The cooperative education facility in Liberty has had record enrollment in recent years. They’re adding new classes all the time, and they’re churning out graduates with special skills each year.
But they’re running out of room - if they get any more students, there won’t be a classroom left to teach in.
A facilities committee of BOCES staff and community members has come up with just one option – the time has come to build.
So Superintendent Dr. Martin Handler has started making his rounds of the eight county school districts that work together to offer career and technology classes, adult education and special education at BOCES.
Monday night he was in Livingston Manor to let the members of the district’s board of education know what’s coming down the pipeline.

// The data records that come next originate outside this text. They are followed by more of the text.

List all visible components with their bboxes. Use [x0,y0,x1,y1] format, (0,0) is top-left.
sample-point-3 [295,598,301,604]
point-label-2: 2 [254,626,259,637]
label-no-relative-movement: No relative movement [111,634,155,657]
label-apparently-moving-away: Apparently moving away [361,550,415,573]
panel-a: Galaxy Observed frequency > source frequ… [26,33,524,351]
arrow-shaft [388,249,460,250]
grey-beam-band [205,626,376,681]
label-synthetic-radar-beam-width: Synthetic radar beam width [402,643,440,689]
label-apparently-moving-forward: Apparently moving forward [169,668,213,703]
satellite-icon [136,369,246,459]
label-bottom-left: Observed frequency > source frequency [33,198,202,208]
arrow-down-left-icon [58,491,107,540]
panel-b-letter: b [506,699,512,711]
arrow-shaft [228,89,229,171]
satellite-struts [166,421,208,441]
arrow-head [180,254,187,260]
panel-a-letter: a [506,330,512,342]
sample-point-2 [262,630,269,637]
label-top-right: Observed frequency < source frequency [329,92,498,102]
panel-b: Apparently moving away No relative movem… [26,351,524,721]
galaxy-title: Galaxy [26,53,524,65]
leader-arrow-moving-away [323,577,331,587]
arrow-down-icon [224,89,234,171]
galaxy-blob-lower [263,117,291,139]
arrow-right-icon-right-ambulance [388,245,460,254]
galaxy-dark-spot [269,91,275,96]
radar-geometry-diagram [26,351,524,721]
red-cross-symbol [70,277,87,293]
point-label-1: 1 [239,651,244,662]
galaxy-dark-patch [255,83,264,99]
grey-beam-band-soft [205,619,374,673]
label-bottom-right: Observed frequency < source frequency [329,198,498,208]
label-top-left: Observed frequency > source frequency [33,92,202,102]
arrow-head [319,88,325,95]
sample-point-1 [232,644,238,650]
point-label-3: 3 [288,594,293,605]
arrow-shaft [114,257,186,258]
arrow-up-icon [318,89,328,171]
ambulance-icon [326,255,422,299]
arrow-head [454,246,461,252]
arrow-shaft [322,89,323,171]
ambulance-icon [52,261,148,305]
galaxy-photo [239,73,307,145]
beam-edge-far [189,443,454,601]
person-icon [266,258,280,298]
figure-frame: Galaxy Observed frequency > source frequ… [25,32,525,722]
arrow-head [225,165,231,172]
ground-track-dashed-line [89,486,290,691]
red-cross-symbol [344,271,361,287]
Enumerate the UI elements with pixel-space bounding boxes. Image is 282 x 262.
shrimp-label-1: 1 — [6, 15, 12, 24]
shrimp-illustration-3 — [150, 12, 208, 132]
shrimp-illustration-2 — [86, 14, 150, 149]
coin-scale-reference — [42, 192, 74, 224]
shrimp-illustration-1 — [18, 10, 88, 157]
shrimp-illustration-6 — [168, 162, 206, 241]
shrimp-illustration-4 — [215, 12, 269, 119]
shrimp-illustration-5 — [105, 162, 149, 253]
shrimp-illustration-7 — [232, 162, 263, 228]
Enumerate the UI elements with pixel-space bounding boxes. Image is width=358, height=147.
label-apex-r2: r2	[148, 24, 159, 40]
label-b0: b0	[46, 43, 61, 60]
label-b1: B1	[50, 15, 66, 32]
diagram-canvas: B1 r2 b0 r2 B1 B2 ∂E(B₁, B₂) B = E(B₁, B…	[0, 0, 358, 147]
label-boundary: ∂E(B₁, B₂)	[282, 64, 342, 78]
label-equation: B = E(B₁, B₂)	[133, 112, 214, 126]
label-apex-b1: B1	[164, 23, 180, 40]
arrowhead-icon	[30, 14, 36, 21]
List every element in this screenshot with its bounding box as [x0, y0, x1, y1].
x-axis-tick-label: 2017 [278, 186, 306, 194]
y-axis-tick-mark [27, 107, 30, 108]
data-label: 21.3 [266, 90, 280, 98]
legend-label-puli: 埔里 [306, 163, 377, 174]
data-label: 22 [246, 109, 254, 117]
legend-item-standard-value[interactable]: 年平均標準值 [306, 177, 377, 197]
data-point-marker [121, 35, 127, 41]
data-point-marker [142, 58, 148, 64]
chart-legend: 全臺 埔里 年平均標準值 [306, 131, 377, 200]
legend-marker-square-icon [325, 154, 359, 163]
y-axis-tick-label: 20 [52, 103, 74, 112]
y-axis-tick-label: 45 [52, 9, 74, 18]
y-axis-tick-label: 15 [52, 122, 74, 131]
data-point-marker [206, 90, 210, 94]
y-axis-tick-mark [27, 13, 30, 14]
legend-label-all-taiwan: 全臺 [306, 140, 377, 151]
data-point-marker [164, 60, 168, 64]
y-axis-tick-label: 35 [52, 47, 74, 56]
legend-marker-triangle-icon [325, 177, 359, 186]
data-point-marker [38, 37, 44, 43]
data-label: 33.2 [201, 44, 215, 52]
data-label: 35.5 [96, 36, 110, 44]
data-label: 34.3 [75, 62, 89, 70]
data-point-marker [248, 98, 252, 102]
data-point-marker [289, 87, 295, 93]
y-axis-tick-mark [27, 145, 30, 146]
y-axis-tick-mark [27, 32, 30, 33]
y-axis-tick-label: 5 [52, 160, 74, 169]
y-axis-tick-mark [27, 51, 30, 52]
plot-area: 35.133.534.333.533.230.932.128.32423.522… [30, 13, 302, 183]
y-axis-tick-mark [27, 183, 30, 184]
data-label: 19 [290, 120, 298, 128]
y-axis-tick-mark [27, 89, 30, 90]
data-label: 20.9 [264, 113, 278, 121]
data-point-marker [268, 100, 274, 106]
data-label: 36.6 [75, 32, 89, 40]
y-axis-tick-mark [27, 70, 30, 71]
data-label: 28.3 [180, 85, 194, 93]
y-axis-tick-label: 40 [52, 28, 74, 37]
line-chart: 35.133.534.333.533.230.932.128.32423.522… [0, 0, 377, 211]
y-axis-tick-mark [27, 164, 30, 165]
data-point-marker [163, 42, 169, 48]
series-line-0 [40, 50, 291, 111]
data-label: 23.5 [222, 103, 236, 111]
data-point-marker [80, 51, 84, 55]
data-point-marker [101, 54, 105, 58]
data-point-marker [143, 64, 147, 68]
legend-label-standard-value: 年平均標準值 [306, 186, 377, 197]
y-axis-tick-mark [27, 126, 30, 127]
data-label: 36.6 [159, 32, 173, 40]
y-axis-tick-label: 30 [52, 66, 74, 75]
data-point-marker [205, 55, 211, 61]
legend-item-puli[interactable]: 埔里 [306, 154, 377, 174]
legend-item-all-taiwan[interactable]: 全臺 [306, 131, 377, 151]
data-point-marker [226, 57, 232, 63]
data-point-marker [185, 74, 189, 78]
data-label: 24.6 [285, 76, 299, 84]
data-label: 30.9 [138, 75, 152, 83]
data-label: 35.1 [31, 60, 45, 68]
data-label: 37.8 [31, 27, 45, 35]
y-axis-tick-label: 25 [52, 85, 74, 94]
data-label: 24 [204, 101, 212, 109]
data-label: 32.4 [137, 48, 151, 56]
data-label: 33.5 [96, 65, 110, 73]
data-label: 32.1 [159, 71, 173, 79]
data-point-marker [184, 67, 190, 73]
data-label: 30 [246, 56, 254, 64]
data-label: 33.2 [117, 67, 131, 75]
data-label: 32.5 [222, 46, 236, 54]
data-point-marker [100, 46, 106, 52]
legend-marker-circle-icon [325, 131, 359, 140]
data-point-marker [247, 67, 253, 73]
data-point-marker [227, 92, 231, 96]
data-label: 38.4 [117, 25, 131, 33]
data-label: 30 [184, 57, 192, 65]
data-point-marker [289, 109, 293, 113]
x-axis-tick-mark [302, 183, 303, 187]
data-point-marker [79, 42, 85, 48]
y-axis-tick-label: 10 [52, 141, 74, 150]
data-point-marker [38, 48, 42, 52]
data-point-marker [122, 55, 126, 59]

“We have no room,” he said. “We have less than no room – and we’re going to have to build.”
The modulars that house a number of classrooms, including the cosmetology program, are old and decrepit and will have to be torn down.
“They’ve outlived their usefulness,” Handler noted. “They were designed to be used for seven or eight years, and it’s been 30 – we certainly got our money’s worth.”
And the gymnasium in the Rubin Pollack Education Center is good for programs that require the stage, but the full-time student population has grown to the point where physical education needs outstrip the small room.
BOCES hopes to erect 20 new classrooms, three shoprooms and a new gymnasium, right on the campus in Liberty.
If it’s not cost-prohibitive, Handler said the plan is to connect the new building to the Rubin Pollack Education Center for enhanced security and to keep students and staff from having to go outside in inclement weather.
BOCES is getting ready to ask architects to submit proposals for the project, but actual building is a long way off, Handler said.
The money for that building will have to come from county taxpayers, and any project will have to be voted on by area residents.
That vote will likely take place next spring, Handler said.
Until then, administrators are looking at ways to best use the space they have and working with other community agencies to serve the students.
Animal science students take classes in Jeffersonville at Stonewall Farms, and adult education classes are held at the St. John Street Education Center, which once housed the Monticello Middle School.
“We don’t have enough room now, and three, four, five years down the road, the county’s population is going to grow, including the student population,” Handler said.